Friday, April 26, 2024

So Modi’s men want to maximise India’s surplus land: Waqf Boards anyone?





I woke up this morning to the news that Modi’s men want to maximize its land within India. I mean it’s alright to secure our borders but what about the land lying idle in plain view?

So Railways, Telecommunications and Defence, India’s biggest landowners, are put on alert. Their surplus land are mere idle parcels begging for infrastructure and commercial attention. Figures are damning too.

Railways and Defence own more land than 10s of Palestines, the cause of which hasn’t let us sleep since 1940s. Railways has around 1.25 lakh acres of land lying vacant out of 11.80 lakh acres, Defence is even bigger, around 6.35 lakh acres. Then you have our BSNL and MTNLs. The surplus land of BSNL alone is worth Rs 24,980 crores.

BSNL would be the first to part with its excess. Next in line are BPLC, CONCOR, Air India and Shipping Corporation of India. Public Private Partnership (PPP) is mooted, Toll-Operation-Transfer is seen a win-win model for all. Why, the Union Budget 2020-21 had listed plans to monetize at least 12 lots of highway bundles of over 6,000km before 2024.

Waqf Board anyone? You can’t tell me you haven’t heard on them. I could understand you don’t know that ones across India hold at least six lakh acres of land worth $18 billion. But there ought to be something for the UPA government in 2005 had set up a seven-member Justice Rajindar Sachar panel which recommended an overhaul of waqf boards and which was given a quiet burial by our rulers and prepaid media. In 2013, the UPA government floated the idea of bringing waqf lands under the Public Premises Act. Nothing happened. Modi government has acted only to the extent that there is a Waqf Management System of India (WAMSI) portal. Some 5.56 lakh acres of land has found entry into the system. But what about half of Waqf lands now virtually owned by individuals? Where corruption and not charity is the order of day?

Let me first give a short primer on Waqf. By its definition Waqf, an Arabic word, is giving away of a property for charity by person of Islamic faith. It means, loosely, immobilization, in English. That is, it must not be sold or developed to earn profits. State Waqf boards guard these lands under the Waqf Act, 1995. In 2015, the Supreme Court directed all states to set up three-member Waqf boards to protect such property. In all there are 32 such boards across states and union territories.

A government estimate claims over half of the Waqf land are occupied by people who are not its legitimate owners. The issues in public domain are instances of a CEO of Maharashtra State Waqf Board found transferring land to a private developer for non-Waqf purpose; Arvind Kejriwal’s Aam Aadmi Party trying to bring back a tainted MLA as chairman of the Delhi Waqf Board; and Delhi High Court snubbing the Delhi Waqf Board and Delhi government on an encroachment thus: “You cannot encroach even to house other people. Charity begins at home. So do charity at your home. You cannot encroach upon…it’s not permissible.”

Why, even Mukhtar Abbas Naqvi, our minority affairs minister, has acknowledged of the existence of a “Waqf mafia.” A Reuters report confirmed the rampant misuse of Waqf properties.

The Centre cannot take Waqf land. It shouldn’t even think on the lines like it could with its institutions like Railways, Defence and Telecommunications. But it’s within its right to coax the State Waqf boards to follow the best practices around the Islamic world. Saudi Arabia and Malaysia have no hesitation in calling them “Corporate Waqf Institutions.” There are professionally run management bodies which have developed Waqf programmes to manage and invest Waqf assets. If Saudis could do it, what stops our own Muslims unless the idea is to tease the Centre and thumb your nose at the cost of the country?

We are not even talking of taxing the God’s land. All that is needed is to clean up the encroachers and encourage Waqf boards to maximize its assets. Don’t tell me that fighting litigations (Ram Janmabhoomi) or poring over plans to build (Ayodhya mosque) is all that they (UP Sunni Waqf Board) could do.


### What this task involves
Each line of the records that includes "elastic" should be found and copied.

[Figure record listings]
:::::

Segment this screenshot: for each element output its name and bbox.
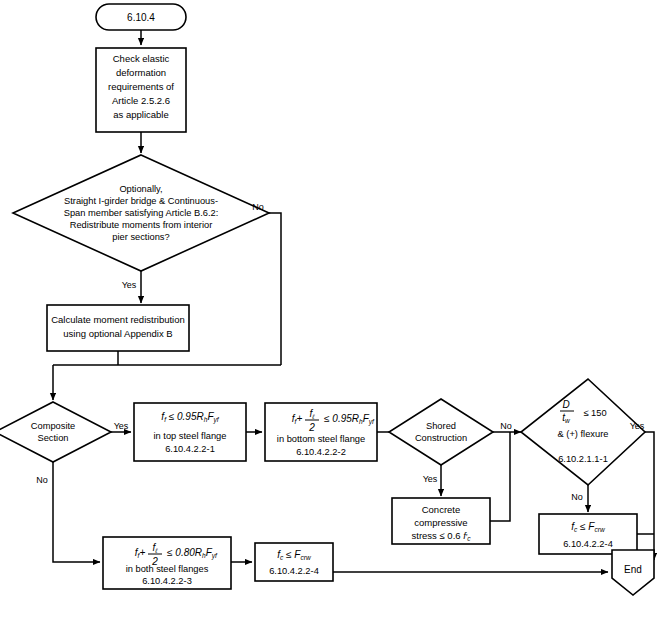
- web-slenderness-reference: 6.10.2.1.1-1: [558, 454, 608, 464]
- label-composite-no: No: [36, 475, 48, 485]
- shored-construction-node: Shored Construction: [389, 399, 493, 465]
- check-elastic-node: Check elastic deformation requirements o…: [96, 48, 186, 132]
- composite-section-shape: [0, 402, 111, 462]
- web-slenderness-limit: ≤ 150: [583, 408, 606, 418]
- composite-section-node: Composite Section: [0, 402, 111, 462]
- check-elastic-line-1: Check elastic: [113, 53, 170, 64]
- concrete-stress-line-3: stress ≤ 0.6 f′c: [412, 530, 472, 542]
- both-flanges-reference: 6.10.4.2.2-3: [142, 576, 192, 586]
- fc-check-bottom-node: fc ≤ Fcrw 6.10.4.2.2-4: [255, 543, 333, 581]
- label-composite-yes: Yes: [114, 421, 129, 431]
- flowchart-canvas: 6.10.4 Check elastic deformation require…: [0, 0, 664, 620]
- web-slenderness-line-2: & (+) flexure: [558, 429, 609, 439]
- redistribute-decision-line-1: Optionally,: [119, 184, 162, 194]
- top-flange-line-2: in top steel flange: [154, 431, 227, 441]
- connector-redistribute-no: [269, 213, 281, 365]
- label-shored-no: No: [500, 421, 512, 431]
- check-elastic-line-5: as applicable: [113, 109, 168, 120]
- fc-check-right-node: fc ≤ Fcrw 6.10.4.2.2-4: [539, 514, 637, 554]
- web-slenderness-node: D tw ≤ 150 & (+) flexure 6.10.2.1.1-1: [521, 379, 645, 485]
- connector-composite-no: [53, 462, 100, 562]
- top-flange-check-node: ff ≤ 0.95RhFyf in top steel flange 6.10.…: [134, 403, 246, 461]
- calc-redistribution-line-1: Calculate moment redistribution: [51, 314, 185, 325]
- start-node-label: 6.10.4: [127, 12, 155, 23]
- end-node-label: End: [624, 564, 642, 575]
- redistribute-decision-node: Optionally, Straight I-girder bridge & C…: [13, 155, 269, 271]
- bottom-caption-strip: [0, 608, 664, 620]
- fc-check-right-reference: 6.10.4.2.2-4: [563, 539, 613, 549]
- label-shored-yes: Yes: [423, 474, 438, 484]
- fc-check-bottom-reference: 6.10.4.2.2-4: [269, 566, 319, 576]
- composite-section-line-1: Composite: [31, 421, 75, 431]
- check-elastic-line-2: deformation: [116, 67, 166, 78]
- start-node: 6.10.4: [96, 4, 186, 30]
- bottom-flange-line-2: in bottom steel flange: [277, 434, 365, 444]
- bottom-flange-frac-den: 2: [308, 422, 315, 433]
- both-flanges-check-node: ff+ fℓ 2 ≤ 0.80RhFyf in both steel flang…: [103, 537, 231, 589]
- concrete-stress-node: Concrete compressive stress ≤ 0.6 f′c: [392, 498, 490, 544]
- bottom-flange-reference: 6.10.4.2.2-2: [296, 447, 346, 457]
- shored-construction-line-1: Shored: [426, 421, 456, 431]
- redistribute-decision-line-3: Span member satisfying Article B.6.2:: [64, 208, 219, 218]
- redistribute-decision-line-5: pier sections?: [112, 232, 169, 242]
- redistribute-decision-line-4: Redistribute moments from interior: [70, 220, 213, 230]
- flowchart-container: 6.10.4 Check elastic deformation require…: [0, 0, 664, 620]
- web-slenderness-num: D: [562, 399, 569, 410]
- check-elastic-line-3: requirements of: [108, 81, 174, 92]
- label-redistribute-yes: Yes: [122, 280, 137, 290]
- connector-web-yes: [645, 432, 654, 560]
- end-node: End: [612, 550, 654, 595]
- shored-construction-line-2: Construction: [415, 433, 467, 443]
- redistribute-decision-line-2: Straight I-girder bridge & Continuous-: [64, 196, 218, 206]
- concrete-stress-line-2: compressive: [414, 517, 467, 528]
- both-flanges-formula-lead: ff+: [135, 547, 146, 559]
- composite-section-line-2: Section: [37, 433, 68, 443]
- concrete-stress-line-1: Concrete: [422, 504, 461, 515]
- calc-redistribution-line-2: using optional Appendix B: [63, 328, 172, 339]
- bottom-flange-check-node: ff+ fℓ 2 ≤ 0.95RhFyf in bottom steel fla…: [265, 403, 377, 461]
- both-flanges-line-2: in both steel flanges: [126, 564, 209, 574]
- connector-concrete-to-web: [490, 432, 510, 521]
- top-flange-reference: 6.10.4.2.2-1: [165, 444, 215, 454]
- shored-construction-shape: [389, 399, 493, 465]
- calc-redistribution-node: Calculate moment redistribution using op…: [47, 305, 189, 351]
- bottom-flange-formula-lead: ff+: [292, 413, 303, 425]
- label-redistribute-no: No: [252, 202, 264, 212]
- check-elastic-line-4: Article 2.5.2.6: [112, 95, 170, 106]
- label-web-no: No: [571, 492, 583, 502]
- label-web-yes: Yes: [630, 421, 645, 431]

:::::

### Your response
- check-elastic-node: Check elastic deformation requirements o…: [96, 48, 186, 132]
- check-elastic-line-1: Check elastic: [113, 53, 170, 64]
- flowchart-canvas: 6.10.4 Check elastic deformation require…: [0, 0, 664, 620]
- check-elastic-line-5: as applicable: [113, 109, 168, 120]
- check-elastic-line-2: deformation: [116, 67, 166, 78]
- flowchart-container: 6.10.4 Check elastic deformation require…: [0, 0, 664, 620]
- check-elastic-line-3: requirements of: [108, 81, 174, 92]
- check-elastic-line-4: Article 2.5.2.6: [112, 95, 170, 106]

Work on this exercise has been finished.